High-dose vitamin D supplementation can boost immune response to help the body fight infections like HIV, a new study has found.
"Vitamin D may be a simple, cost-effective intervention, particularly in resource-poor settings, to reduce HIV-1 risk and disease progression," the researchers said.
The study looked at two ethnic groups in Cape Town to see how seasonal differences in exposure to ultraviolet B radiation, dietary vitamin D, genetics, and pigmentation affected vitamin D levels, and whether high-dose supplementation improved deficiencies and the cell's ability to repel HIV-1.
Cape Town has a seasonal ultraviolet B regime and one of the world's highest rates of HIV-1 infection, making it an appropriate location for a study like this one, according to Nina Jablonski, Evan Pugh Professor of Anthropology, Penn State, who led the research.

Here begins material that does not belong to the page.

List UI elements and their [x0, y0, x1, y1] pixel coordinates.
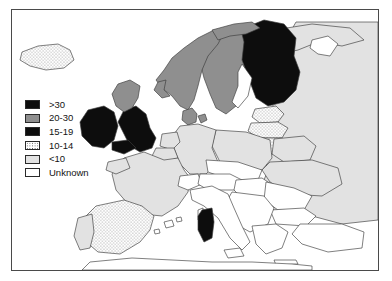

One hundred healthy young individuals, divided between those of Xhosa ancestry - whose ancestors migrated from closer to the equator into the Cape area - and those having Cape Mixed ancestry - a complex admixture of Xhosa, Khoisan, European, South Asian and Indonesian populations - were recruited for the study.
The Xhosa have the darkest skin pigmentation, while the Khoisan, the original inhabitants of the Cape are lighter skinned. The Cape Mixed population falls between the Xhosa and Khoisan in skin pigmentation levels.
Cape Town is situated in the southern hemisphere at about the same distance from the equator as the Florida panhandle, slightly more than 30 degrees latitude.
Ultraviolet B levels show a winter decline anywhere above 30 degrees latitude, so Cape Town has a definite winter with low levels of the ultraviolet B wavelengths needed to produce precursor vitamin D3.
The researchers found that both groups exhibited vitamin D deficiency during the winter, with women in both groups being more deficient, on average, than the men.
Because of vitamin D's impact on the immune system, the researchers provided six weeks of supplemental vitamin D3 to 30 of the Xhosa participants, which brought 77 per cent of the participants to optimal vitamin D status.
To test how vitamin D status affected the immune system and HIV-1 in particular, the researchers exposed blood samples from Xhosa and Cape mixed participants taken during the summer and winter when the subjects were vitamin D sufficient or deficient.
They found that after nine days, the winter blood samples had greater infection than those taken in summer. After six weeks of vitamin D supplementation, the Xhosa blood sample levels of HIV-1 infection were the same as those during the summer.
"High-dosage oral vitamin D3 supplementation attenuated HIV-1 replication, increased circulating white blood cells and reversed winter-associated anaemia," the researchers said.